PAGE 7
Ye Sexes, Give Ear!
by
Landlord Oke made no mistake when he promised that Sally meant business. Two days later she popped her head in at his bar-parlour– ’twas in the slack hours of the afternoon, and he happened to be sitting there all by himself, tipping a sheaf of churchwarden clays with sealing-wax–and says she:
“What’s the matter with your menkind?”
“Restin’,” says Oke with a grin. “I don’t own ’em, missus; but, from what I can hear, they’re restin’ and recoverin’ their strength.”
“I’ve brought you the stakes from our side,” says Sally, and down she slaps a five-pound note and a sovereign upon the table.
“Take ’em up, missus–take ’em up. I don’t feel equal to the responsibility. This here’s a public challenge, hey?”
“The publicker the better.”
“Then we’ll go to the Mayor about it and ask his Worship to hold the stakes.” Oke was chuckling to himself all this while, the reason being that he’d managed to bespeak the loan of a six-oared galley belonging to the Water-Guard, and, boat for boat, he made no doubt she could show her heels to the Indefatigable Woman. He unlocked his strong-box, took out and pocketed a bag of money, and reached his hat off its peg. “I suppose ‘twouldn’t do to offer you my arm?” says he.
“Folks would talk, Mr. Oke–thanking you all the same.”
So out they went, and down the street side by side, and knocked at the Mayor’s door. The Mayor was taking a nap in his back-parlour with a handkerchief over his face. He had left business soon after burying his wife, who had kept him hard at work at the cheese-mongering, and now he could sleep when he chose. But he woke up very politely to attend to his visitors’ business.
“Yes, for sure, I’ll hold the stakes,” said he: “and I’ll see it put in big print on the Regatta-bill. It ought to attract a lot of visitors. But lor’ bless you, Mr. Oke!–if you win, it’ll do me no good. She”–meaning his wife–“has gone to a land where I’ll never be able to crow over her.”
“Your Worship makes sure, I see, that we women are going to be beat?” put in Sal.
“Tut-tut!” says the Mayor. “They’ve booked Seth Ede for stroke.” And with that he goes very red in the gills and turns to Landlord Oke. “But perhaps I oughtn’t to have mentioned that?” says he.
“Well,” says Sal, “you’ve a-let the cat out of the bag, and I see that all you men in the town are in league. But a challenge is a challenge, and I mustn’t go back on it.” Indeed, in her secret heart she was cheerful, knowing the worst, and considering it none so bad: and after higgling a bit, just to deceive him, she took pretty well all the conditions of the race as Oke laid ’em down. A tearing long course it was to be, too, and pretty close on five miles: start from near-abouts where the training-ship lays now, down to a mark-boat somewheres off Torpoint, back, and finish off Saltash Quay.
“My dears,” she said to her mates later on, “I don’t mind telling you I was all of a twitter, first-along, wondering what card that man Oke was holding back–he looked so sly and so sure of hisself. But if he’ve no better card to play than Seth Ede, we can sleep easy.”
“Seth Ede’s a powerful strong oar,” Bess Rablin objected.
“Was, you mean. He’ve a-drunk too much beer these four years past to last over a five-mile course; let be that never was his distance. And here’s another thing: they’ve picked Tremenjous Hosken for one th’art.”
“And he’s as strong as a bullock.”
“I dessay: but Seth Ede pulls thirty-eight or thirty-nine to the minute all the time he’s racing–never a stroke under. I’ve watched him a score o’ times. If you envy Hosken his inside after two miles o’ that, you must be like Pomery’s pig–in love with pain. They’ve hired or borrowed the Preventive boat, I’m told; and it’s the best they could do. She’s new, and she looks pretty. She’ll drag aft if they put their light weights in the bows: still, she’s a good boat. I’m not afeared of her, though. From all I can hear, the Woman was known for speed in her time, all through the fleet. You can feel she’s fast, and see it, if you’ve half an eye: and the way she travels between the strokes is a treat. The Mounseers can build boats. But oh, my dears, you’ll have to pull and stay the course, or in Saltash the women take second place for ever!”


What you should do:
Only one stretch of lines is wanted: the line with "Direct me to flower." through the final line of the material. Restate it word for word, minus pictures.

Segment Start: Provided data

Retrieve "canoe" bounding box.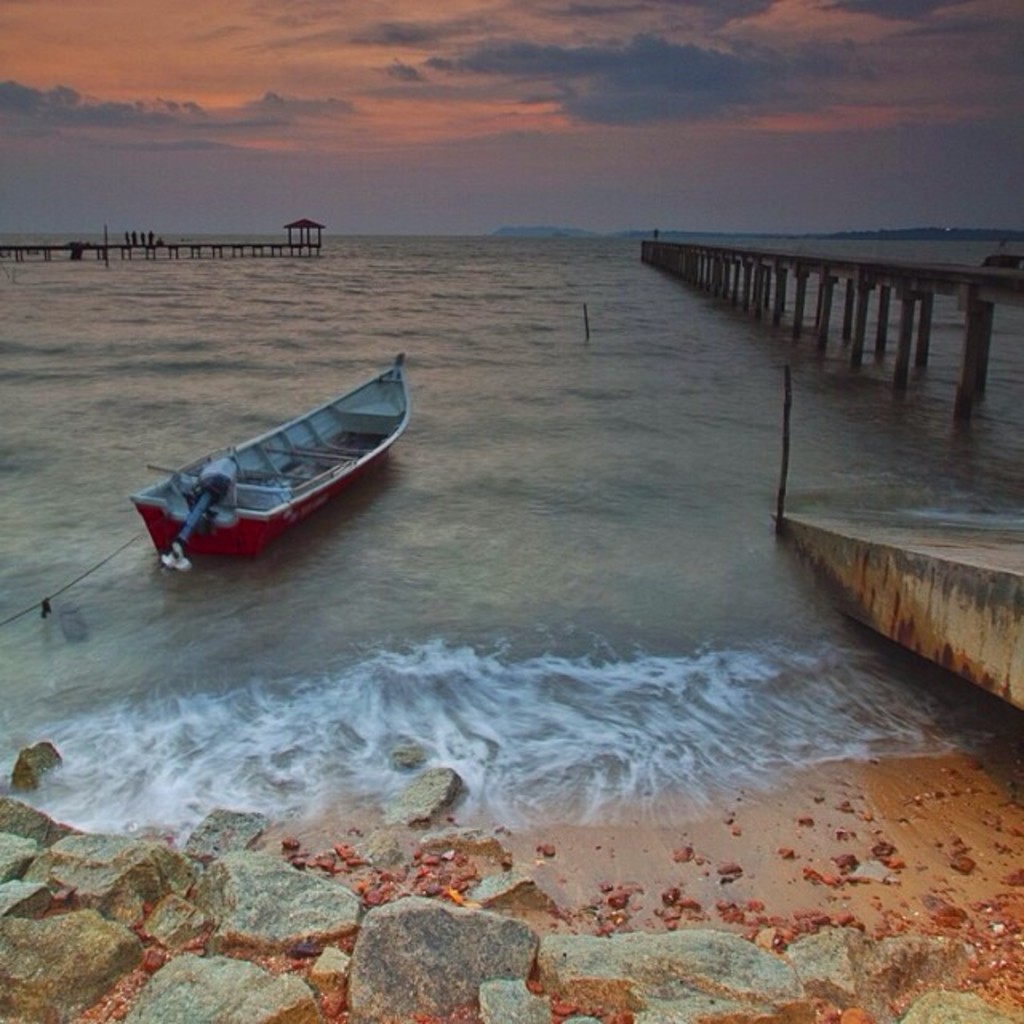
Bounding box: [115, 379, 390, 573].
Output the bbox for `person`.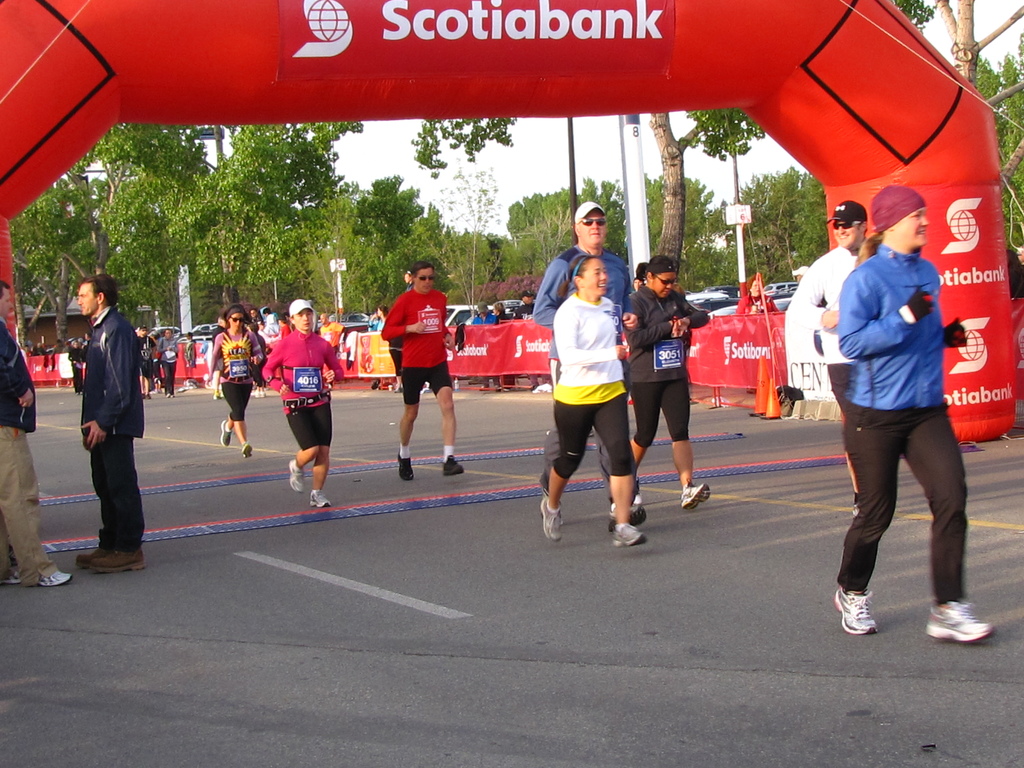
left=381, top=261, right=467, bottom=482.
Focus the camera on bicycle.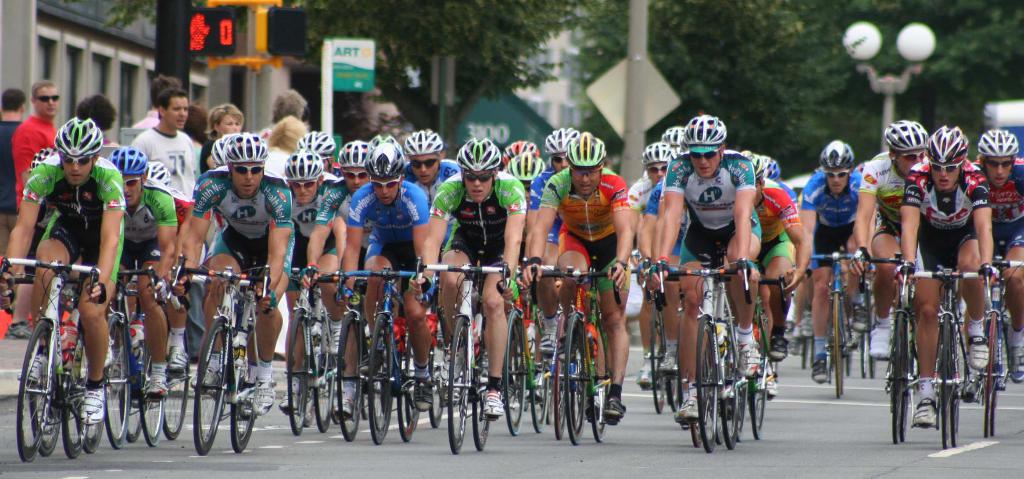
Focus region: Rect(15, 227, 111, 459).
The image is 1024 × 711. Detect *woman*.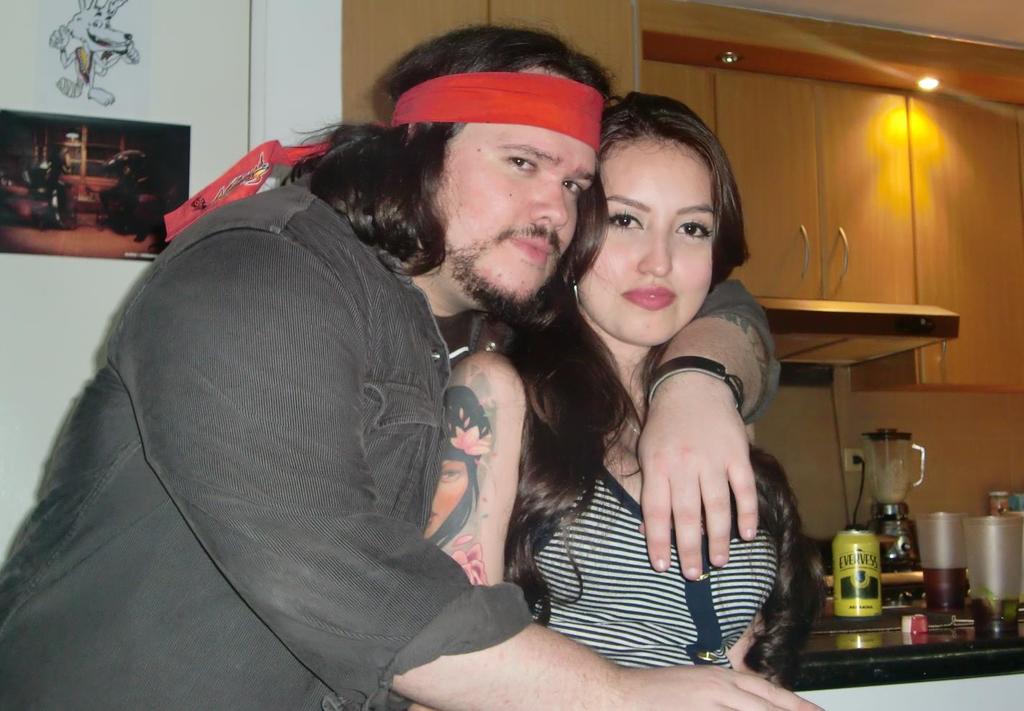
Detection: rect(384, 68, 805, 710).
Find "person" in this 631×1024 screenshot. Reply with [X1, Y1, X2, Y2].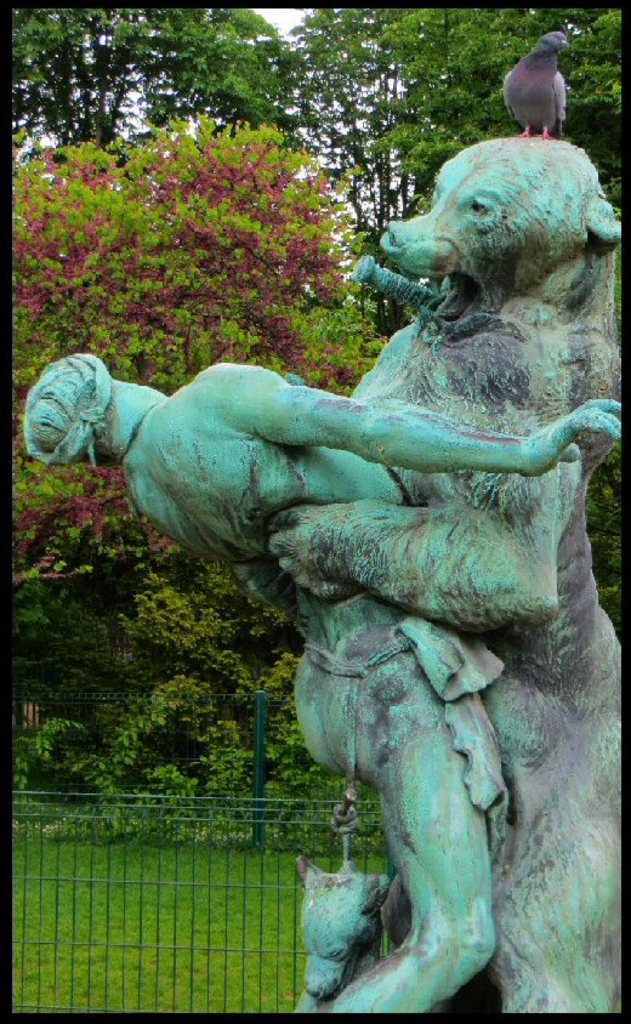
[79, 176, 556, 982].
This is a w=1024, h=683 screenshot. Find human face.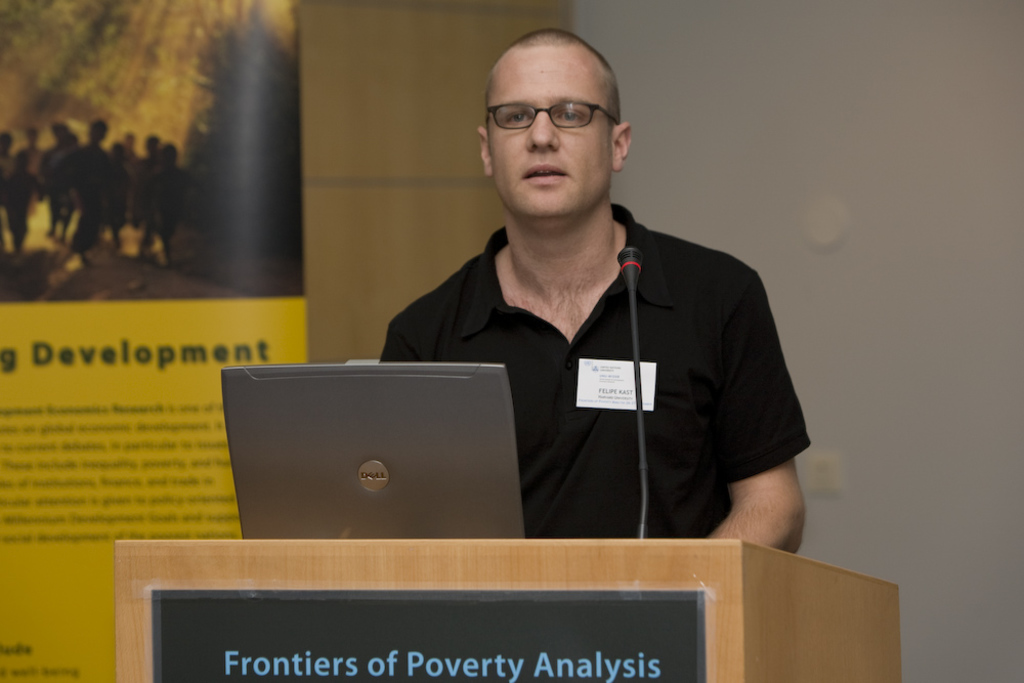
Bounding box: <region>481, 53, 607, 219</region>.
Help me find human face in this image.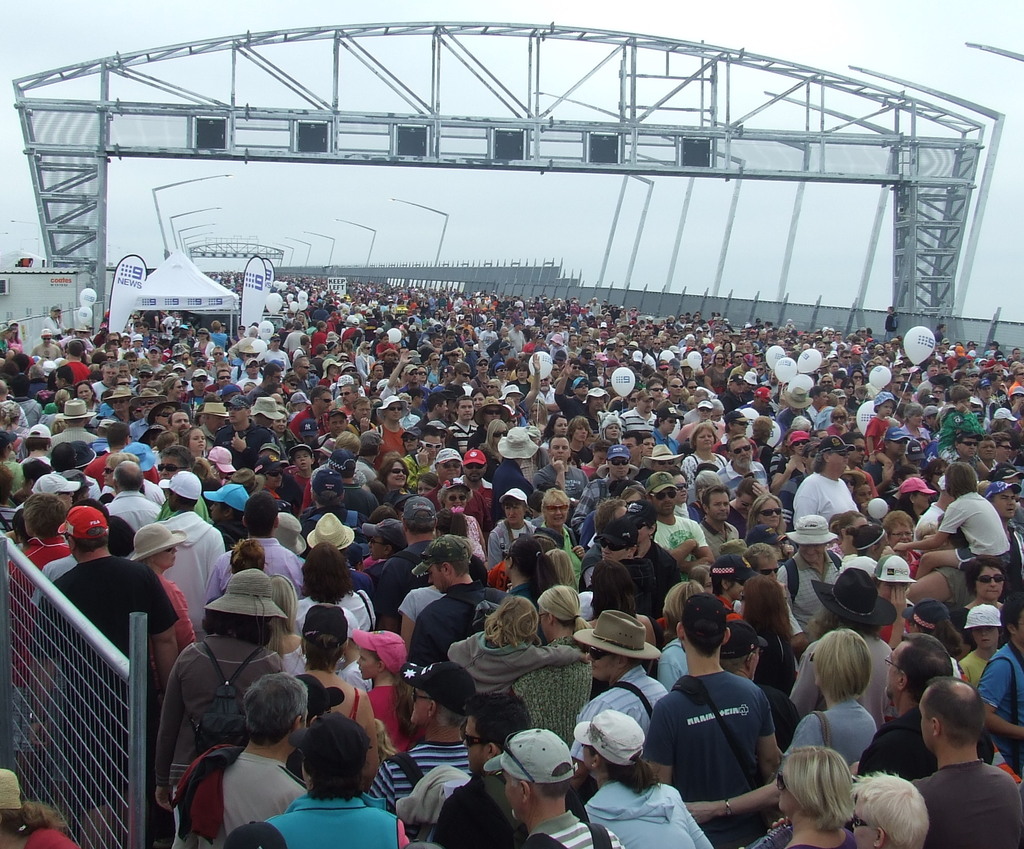
Found it: region(330, 365, 337, 373).
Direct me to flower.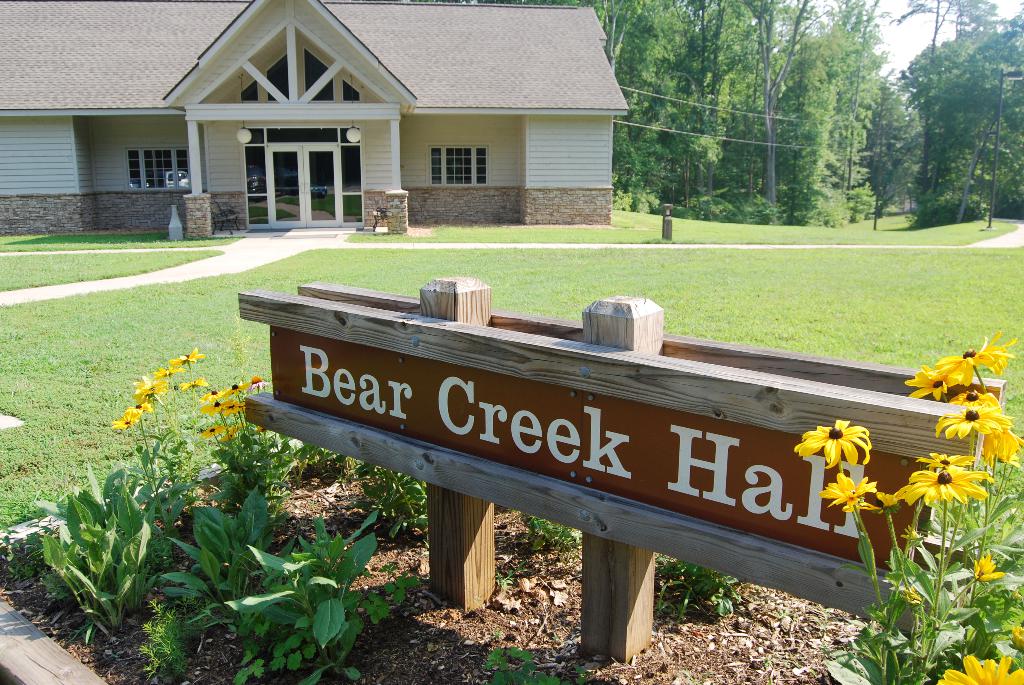
Direction: (x1=943, y1=653, x2=1023, y2=684).
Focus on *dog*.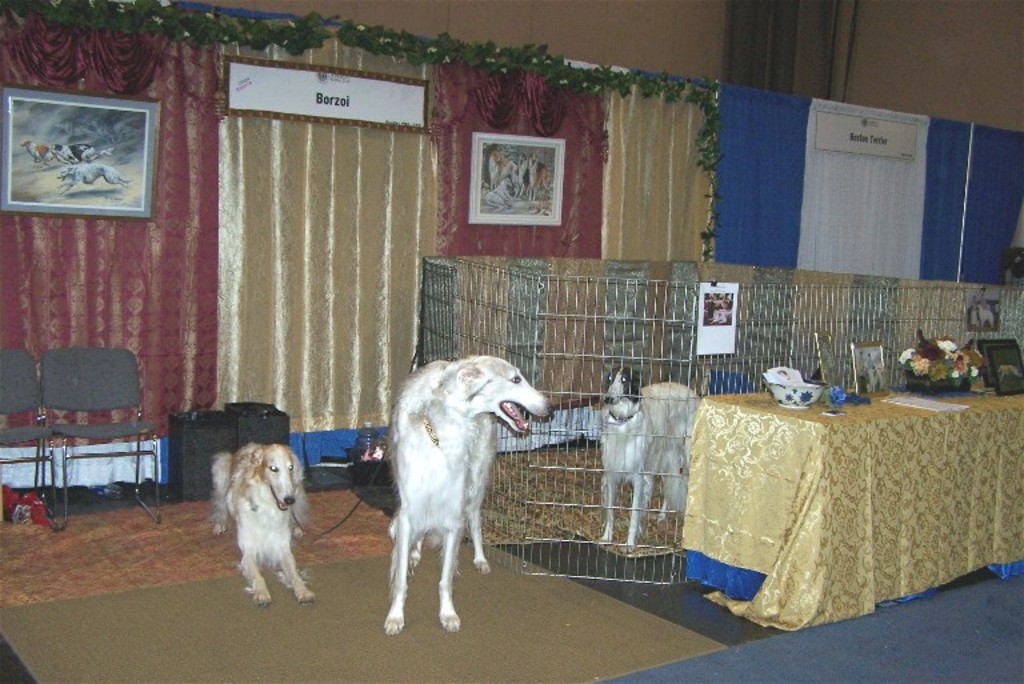
Focused at 208:441:320:608.
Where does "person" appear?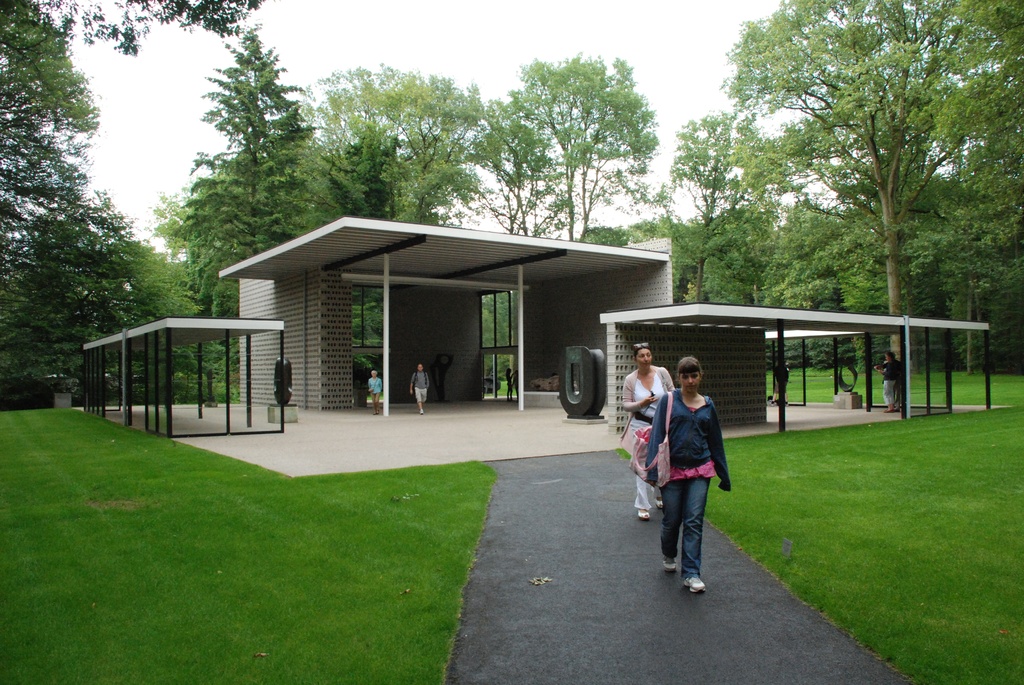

Segment End: Provided data

Your solution:
Direct me to flower.
Direction: (x1=943, y1=653, x2=1023, y2=684).
Focus on *dog*.
Focused at 208:441:320:608.
Where does "person" appear?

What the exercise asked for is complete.